For a year and four months, science has been fighting a resilient and relentless battle against the Covid-19 pandemic. In my years of research, I do not see a moment that can be compared to the challenges we have faced since then and the achievements that have been made. Science has better understood the virus, suggested treatments based on well-conducted tests, and created vaccines. But the need to keep learning and unite efforts is huge. And not drained.
In Brazil, participation as research volunteers is still not as widespread as in other countries. But the empathy brought on by the pandemic and the understanding that Covid-19 is a disease in society spread the importance of each one in the process. The volunteers and their families had a unique size and importance, understanding all the needs of science and its application. Amid the uncertainty that the Covid-19 virus brings, and the pain of losing or seeing someone you love suffer, they didn’t think twice about helping save lives.
And if research has new faces, it also has new eyes and hands. Nurses, pharmacists, intensivists, surgeons and physiotherapists have been the champions of new results and above all of new applications. They are professionals hitherto not involved in academic research, but, due to the imposition of the virus, they combined assistance with material collection, micro-biopsies, volunteer recruitment, and immediate implementation of changes to protocols.
This process is very important because science is not following the usual pace of an epidemic. Research is underway and its results will immediately guide the actions of frontline professionals in the care of affected patients. Network researchers exchanges bring together reference hospitals across the country, exchanging information in record time and allowing health institutions to adapt to each change verified by researchers in different parts of the world.
If we use the prevalence reported in the latest study by Imperial College London, we have, in Brazil, a number of people that could range from 4 million to 11 million, with the enormous impacts on their lives and the lives of their families that this has brought – called “Long Covid” , including low working capacity. After an acute period of illness, isolation, and loneliness in a proportion of those affected, there are acquired disabilities. If we consider that the current Brazilian patients are becoming increasingly younger, it is clear that this will have an even more pronounced impact on society.
And more than ever, you need to see the people behind these numbers. This is perhaps one of the main lessons learned from the pandemic. Because these people motivate us and make the progress we’ve made possible so far. There is no denying that science has taken on new faces since the advent of Covid-19. They are fathers, mothers, wives, children and entire families who have put the potential to advance discoveries about the coronavirus above their own pain, especially mourning. The commitment of these patients and their families made all the knowledge we have today possible.
Now we will have to join forces, between the unified health system, the complementary health system, business and universities, to collect data, learn quickly and deliver rehabilitation to this army of coronavirus survivors, or we will have an unsustainable increase in the number of people dependent on healthcare. People who are not numbers but faces, as well as the many faces that were part of science during this period. Just as Covid-19 is a disease that afflicts society, so too will the effects that it will have; By acting as an integrated community we will reduce these impacts in the medium and long term.
Christina Pena, Physiotherapist and epidemiologist, she is Research Coordinator at the Center for Teaching, Research and Innovation (Cepi) at Marcelino Champagnat and Universitário Cajuru Hospitals and Coordinator of the Graduate Program in Health Sciences at PUCPR School of Medicine.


● EXERCISE
The entries below need to be written out exactly, with no pictures included.

● STORED DATA

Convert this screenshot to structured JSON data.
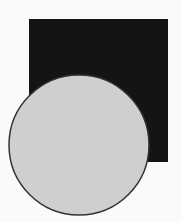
{
  "canvas": {
    "width": 181,
    "height": 222,
    "background": "#fafafa"
  },
  "shapes": {
    "square": {
      "x": 29,
      "y": 19,
      "width": 139,
      "height": 143,
      "fill": "#141414"
    },
    "circle": {
      "cx": 79,
      "cy": 145,
      "r": 70,
      "fill": "#cfcfcf",
      "stroke": "#333333",
      "stroke_width": 1.5
    }
  }
}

● EXPECTED ANSWER
Convert this screenshot to structured JSON data.
{
  "canvas": {
    "width": 181,
    "height": 222,
    "background": "#fafafa"
  },
  "shapes": {
    "square": {
      "x": 29,
      "y": 19,
      "width": 139,
      "height": 143,
      "fill": "#141414"
    },
    "circle": {
      "cx": 79,
      "cy": 145,
      "r": 70,
      "fill": "#cfcfcf",
      "stroke": "#333333",
      "stroke_width": 1.5
    }
  }
}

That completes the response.